Social annotation is reading and thinking about a text together. It’s the process of making digital annotations on a shared text, creating a collaborative experience out of what is traditionally a solitary activity. Imagine all of your students opening a PDF or webpage on their own, then highlighting, commenting, and sharing ideas about the text or images they see. As they add their own thoughts, they can also see and respond to their peer’s thoughts–all within the margins.

Why use social annotation?

Social annotation allows you and your students to encounter one another’s thinking around specific texts. You and your students can ask and answer questions, summarize essential points, lookup references, and add personal responses in relation to specific passages or pages of text.

Social annotation helps instructors:

  • Ensure that students are engaging in the reading
  • Understand common areas of interest, concern, or confusion
  • Plan for better in-class discussions
  • Model how to engage with texts according to your discipline

Social annotation helps students:

  • Process and understand texts by adding personal thoughts and questions to them
  • Encounter instructor and other students’ thinking about the same texts
  • Engage in conversation with their instructor and other students about topics and issues related to specific texts
  • Stay motivated to complete class readings in a thoughtful and timely manner

What is Hypothes.is?

Hypothes.is is an integrated external learning tool available on D2L that is designed for social annotation. When an instructor uploads a text using this tool, the text will appear with an annotation panel along the right side of the document. Students and instructors can highlight specific sections of the text and add annotations, which will then display in the panel and is visible to anyone associated with the course. This tool also allows for users to comment on one another’s annotations.

Students and instructors can add annotations containing different elements in addition to text, such as:

  • Videos
  • Pictures
  • Tags
  • Links
  • GIFs

Hypothes.is readings can be graded and connected to the gradebook to enable assessment of a student’s annotations. To use this tool in your class, see “How can I get started?” below.

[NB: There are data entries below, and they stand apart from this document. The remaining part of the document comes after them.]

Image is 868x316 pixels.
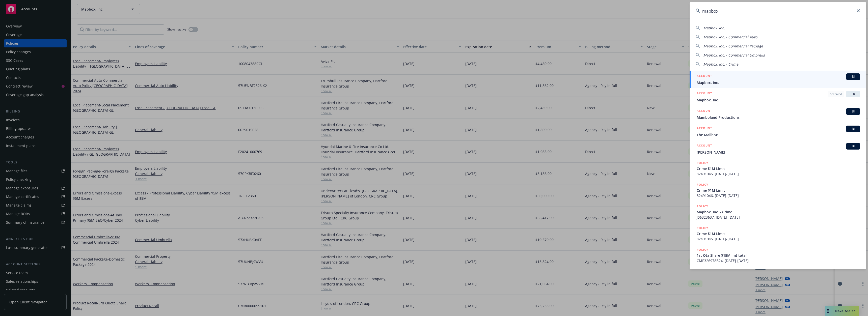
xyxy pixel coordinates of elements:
[697,247,708,252] h5: POLICY
[848,144,859,149] span: BI
[697,237,860,242] span: 82491046, [DATE]-[DATE]
[697,204,708,209] h5: POLICY
[690,245,866,266] a: POLICY1st Qta Share $15M lmt totalCMP326978B24, [DATE]-[DATE]
[690,201,866,223] a: POLICYMapbox, Inc. - CrimeJ06323637, [DATE]-[DATE]
[703,26,725,30] span: Mapbox, Inc.
[697,226,708,231] h5: POLICY
[697,91,712,97] h5: ACCOUNT
[697,98,860,103] span: Mapbox, Inc.
[697,188,860,193] span: Crime $1M Limit
[690,180,866,201] a: POLICYCrime $1M Limit82491046, [DATE]-[DATE]
[697,108,712,115] h5: ACCOUNT
[690,140,866,158] a: ACCOUNTBI[PERSON_NAME]
[697,150,860,155] span: [PERSON_NAME]
[690,106,866,123] a: ACCOUNTBIMamboland Productions
[690,123,866,140] a: ACCOUNTBIThe Mailbox
[697,143,712,149] h5: ACCOUNT
[697,166,860,171] span: Crime $1M Limit
[848,126,859,131] span: BI
[697,73,712,79] h5: ACCOUNT
[697,182,708,187] h5: POLICY
[848,74,859,79] span: BI
[697,115,860,120] span: Mamboland Productions
[690,71,866,88] a: ACCOUNTBIMapbox, Inc.
[697,132,860,138] span: The Mailbox
[697,258,860,263] span: CMP326978B24, [DATE]-[DATE]
[697,253,860,258] span: 1st Qta Share $15M lmt total
[703,44,763,48] span: Mapbox, Inc. - Commercial Package
[690,158,866,180] a: POLICYCrime $1M Limit82491046, [DATE]-[DATE]
[690,2,866,20] input: Search...
[697,215,860,220] span: J06323637, [DATE]-[DATE]
[690,88,866,106] a: ACCOUNTArchivedTRMapbox, Inc.
[697,210,860,215] span: Mapbox, Inc. - Crime
[848,92,859,96] span: TR
[703,34,757,39] span: Mapbox, Inc. - Commercial Auto
[703,53,765,58] span: Mapbox, Inc. - Commercial Umbrella
[690,223,866,245] a: POLICYCrime $1M Limit82491046, [DATE]-[DATE]
[697,126,712,132] h5: ACCOUNT
[830,92,842,96] span: Archived
[697,80,860,85] span: Mapbox, Inc.
[697,160,708,166] h5: POLICY
[697,231,860,237] span: Crime $1M Limit
[848,110,859,114] span: BI
[697,193,860,198] span: 82491046, [DATE]-[DATE]
[697,171,860,176] span: 82491046, [DATE]-[DATE]
[703,62,738,66] span: Mapbox, Inc. - Crime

How can I implement social annotation with Hypothes.is in my teaching?

Social annotation can be used both synchronously and asynchronously. An annotation assignment required before a class meeting can help seed a more in-depth discussion in person. For fully asynchronous courses, a robust annotation assignment provides a space for student-to-student and student-to-instructor engagement.

When choosing to implement social annotation, first consider some learning goals for the assignment. What do you hope students accomplish with collaborative annotation?

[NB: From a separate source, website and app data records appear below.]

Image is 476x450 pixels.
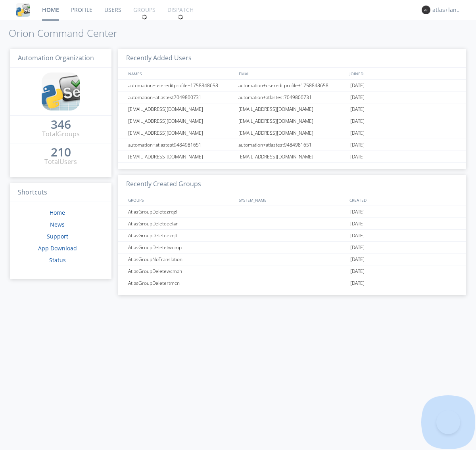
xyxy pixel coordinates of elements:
span: [DATE] [350,104,364,116]
a: AtlasGroupDeleteezqtt[DATE] [118,230,466,242]
a: AtlasGroupNoTranslation[DATE] [118,254,466,265]
div: [EMAIL_ADDRESS][DOMAIN_NAME] [126,116,236,127]
span: [DATE] [350,151,364,163]
h3: Recently Added Users [118,49,466,68]
a: 346 [50,121,71,130]
span: [DATE] [350,128,364,139]
img: cddb5a64eb264b2086981ab96f4c1ba7 [42,73,79,110]
iframe: Toggle Customer Support [436,411,460,434]
div: JOINED [347,67,458,79]
span: [DATE] [350,242,364,254]
span: [DATE] [350,206,364,218]
div: AtlasGroupDeletezrqzl [126,206,236,218]
span: [DATE] [350,265,364,277]
a: 210 [50,148,71,157]
div: AtlasGroupDeleteezqtt [126,230,236,242]
a: AtlasGroupDeletertmcn[DATE] [118,277,466,289]
a: AtlasGroupDeleteeeiar[DATE] [118,218,466,230]
div: 346 [50,121,71,128]
span: [DATE] [350,79,364,92]
a: Support [47,233,68,240]
div: atlas+language+check [432,6,462,14]
div: AtlasGroupDeletetwomp [126,242,236,254]
a: AtlasGroupDeletewcmah[DATE] [118,265,466,277]
div: SYSTEM_NAME [237,194,347,206]
span: [DATE] [350,230,364,242]
span: [DATE] [350,92,364,104]
div: automation+usereditprofile+1758848658 [237,79,348,91]
a: [EMAIL_ADDRESS][DOMAIN_NAME][EMAIL_ADDRESS][DOMAIN_NAME][DATE] [118,151,466,163]
a: [EMAIL_ADDRESS][DOMAIN_NAME][EMAIL_ADDRESS][DOMAIN_NAME][DATE] [118,104,466,116]
div: [EMAIL_ADDRESS][DOMAIN_NAME] [126,128,236,139]
span: [DATE] [350,116,364,128]
div: AtlasGroupDeletertmcn [126,277,236,289]
a: Status [49,257,66,264]
div: AtlasGroupNoTranslation [126,254,236,265]
div: [EMAIL_ADDRESS][DOMAIN_NAME] [237,128,348,139]
div: GROUPS [126,194,235,206]
div: automation+atlastest9484981651 [126,139,236,150]
div: 210 [50,148,71,156]
div: NAMES [126,67,235,79]
a: [EMAIL_ADDRESS][DOMAIN_NAME][EMAIL_ADDRESS][DOMAIN_NAME][DATE] [118,116,466,128]
a: AtlasGroupDeletetwomp[DATE] [118,242,466,254]
span: [DATE] [350,254,364,265]
div: [EMAIL_ADDRESS][DOMAIN_NAME] [237,104,348,115]
div: [EMAIL_ADDRESS][DOMAIN_NAME] [126,151,236,162]
div: [EMAIL_ADDRESS][DOMAIN_NAME] [126,104,236,115]
div: automation+atlastest7049800731 [237,92,348,103]
div: [EMAIL_ADDRESS][DOMAIN_NAME] [237,151,348,162]
div: Total Users [44,157,77,167]
a: automation+usereditprofile+1758848658automation+usereditprofile+1758848658[DATE] [118,79,466,92]
div: AtlasGroupDeleteeeiar [126,218,236,230]
span: Automation Organization [18,53,94,62]
img: spin.svg [142,14,147,20]
a: App Download [38,245,77,252]
img: cddb5a64eb264b2086981ab96f4c1ba7 [16,3,30,17]
a: AtlasGroupDeletezrqzl[DATE] [118,206,466,218]
div: Total Groups [42,130,79,139]
div: AtlasGroupDeletewcmah [126,265,236,277]
img: 373638.png [421,5,430,14]
h3: Recently Created Groups [118,175,466,194]
span: [DATE] [350,139,364,151]
div: CREATED [347,194,458,206]
a: News [50,221,65,228]
div: automation+atlastest9484981651 [237,139,348,150]
img: spin.svg [178,14,183,20]
div: EMAIL [237,67,347,79]
a: automation+atlastest9484981651automation+atlastest9484981651[DATE] [118,139,466,151]
div: automation+atlastest7049800731 [126,92,236,103]
div: [EMAIL_ADDRESS][DOMAIN_NAME] [237,116,348,127]
h3: Shortcuts [10,183,111,202]
a: automation+atlastest7049800731automation+atlastest7049800731[DATE] [118,92,466,104]
a: Home [50,209,65,216]
span: [DATE] [350,277,364,289]
span: [DATE] [350,218,364,230]
div: automation+usereditprofile+1758848658 [126,79,236,91]
a: [EMAIL_ADDRESS][DOMAIN_NAME][EMAIL_ADDRESS][DOMAIN_NAME][DATE] [118,128,466,139]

Also consider the kind of text students may annotate. Options include:

  • Articles
  • Book chapters
  • Websites
  • Course Syllabus
  • Study Guides
  • Lecture Notes
  • Assignment Guidelines

Creating Assignment Guidelines

Provide specific guidelines if you plan on using social annotation as a part of your course’s assessments. Annotation Starter Assignments from the Hypothes.is blog brings together suggestions and instructions for a few basic annotation assignments. You are invited to copy and modify the instructions for use in your own class.

Some considerations for social annotation assignments include:

  • Whether to require a specific number of annotations from each student
  • What kinds of responses do you want students to post (e.g, glosses, questions, summaries, personal responses, etc.)
  • If or how you will assess students’ work

Assessing Students' Work

Annotation assignments can be graded holistically for each student across the length of the quarter, or per each students’ engagement with a text. Regardless of your approach, it’s a good idea to provide students with a grading rubric that indicates how their performance will be measured.

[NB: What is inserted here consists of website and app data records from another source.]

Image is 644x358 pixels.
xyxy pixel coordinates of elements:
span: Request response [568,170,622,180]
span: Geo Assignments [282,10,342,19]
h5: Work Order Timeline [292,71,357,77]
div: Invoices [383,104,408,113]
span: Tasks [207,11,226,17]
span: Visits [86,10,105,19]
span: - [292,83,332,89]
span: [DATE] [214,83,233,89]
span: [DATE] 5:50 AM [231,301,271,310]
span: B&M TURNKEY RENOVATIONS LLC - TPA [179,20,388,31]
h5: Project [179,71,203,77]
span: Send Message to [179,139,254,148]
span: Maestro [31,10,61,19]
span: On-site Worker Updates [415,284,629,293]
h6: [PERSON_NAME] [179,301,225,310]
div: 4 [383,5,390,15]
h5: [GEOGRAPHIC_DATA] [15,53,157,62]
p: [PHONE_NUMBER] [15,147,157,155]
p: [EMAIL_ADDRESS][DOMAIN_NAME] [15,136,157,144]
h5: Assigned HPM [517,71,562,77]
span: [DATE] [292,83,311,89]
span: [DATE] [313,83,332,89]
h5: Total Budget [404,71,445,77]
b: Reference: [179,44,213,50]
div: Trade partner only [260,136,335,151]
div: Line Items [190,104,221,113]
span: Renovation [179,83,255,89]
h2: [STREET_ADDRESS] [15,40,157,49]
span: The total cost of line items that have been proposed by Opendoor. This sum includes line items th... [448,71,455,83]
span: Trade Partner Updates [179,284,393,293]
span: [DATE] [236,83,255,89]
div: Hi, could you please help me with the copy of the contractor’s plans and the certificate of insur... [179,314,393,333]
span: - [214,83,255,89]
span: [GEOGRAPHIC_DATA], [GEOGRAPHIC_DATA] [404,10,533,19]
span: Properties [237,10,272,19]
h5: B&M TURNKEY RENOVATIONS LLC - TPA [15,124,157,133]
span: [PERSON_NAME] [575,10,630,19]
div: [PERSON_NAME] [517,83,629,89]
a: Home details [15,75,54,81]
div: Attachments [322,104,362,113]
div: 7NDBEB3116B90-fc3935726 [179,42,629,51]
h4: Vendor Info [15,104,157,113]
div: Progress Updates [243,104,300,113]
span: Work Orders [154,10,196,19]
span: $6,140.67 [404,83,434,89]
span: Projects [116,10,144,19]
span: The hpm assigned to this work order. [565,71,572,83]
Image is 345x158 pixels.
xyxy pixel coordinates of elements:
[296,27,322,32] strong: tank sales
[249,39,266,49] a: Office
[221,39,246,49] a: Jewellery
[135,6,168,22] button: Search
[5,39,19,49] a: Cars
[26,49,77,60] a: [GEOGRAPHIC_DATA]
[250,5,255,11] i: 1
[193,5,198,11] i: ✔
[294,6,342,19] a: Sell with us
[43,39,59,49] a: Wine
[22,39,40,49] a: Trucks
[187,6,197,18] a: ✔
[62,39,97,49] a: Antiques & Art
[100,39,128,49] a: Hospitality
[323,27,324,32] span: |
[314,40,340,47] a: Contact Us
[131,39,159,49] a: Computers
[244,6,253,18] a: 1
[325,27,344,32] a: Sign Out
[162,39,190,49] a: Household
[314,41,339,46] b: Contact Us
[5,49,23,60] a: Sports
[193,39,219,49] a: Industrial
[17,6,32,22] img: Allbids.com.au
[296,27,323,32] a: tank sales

Keep in mind that social annotation does not have to be a graded assignment. You may choose to incorporate annotation-enabled documents as optional resources for students to use as they study.

Regardless of your approach to grading, you can always model good annotation practice by including your own throughout the quarter.

How Can I Get Started?

If you would like to experiment with Hypothes.is or discuss ways to implement social annotations in your course, contact your instructional designer to set up an appointment to discuss different options.

If you’re ready to use Hypothes.is, begin by adding readings using the instructions for Creating Hypothesis-Enabled Readings in D2L on the Hypothes.is website.

Frequently Asked Questions (FAQs)

All browsers except Internet Explorer and legacy versions of Edge are compatible with Hypothes.is, but please note that Chrome and Firefox are the recommended browsers for D2L

Any documents uploaded with Hypothes.is (e.g., a PDF of a text scanned from a book) must be run through Optical Character Recognition (OCR). The CTL can assist with OCR optimization. Pages on a website can be linked with Hypothes.is without OCR. 

A public-facing version of Hypothes.is is available, but using Hypothes.is within D2L ensures FERPA compliance and makes it possible to link activities to D2L grade items.

Schedule a consultation with your Instructional Designer to experiment with Hypothes.is and talk more about ways to integrate social annotations with your teaching. 

If you're ready to add readings and already have Hypothes.is enabled, follow the instructions for Creating Hypothesis-Enabled Readings in D2L on the Hypothes.is website.

Yes, Hypothes.is assignments can connect to the gradebook in D2L. Instructors can also leave comments that will transfer into the gradebook.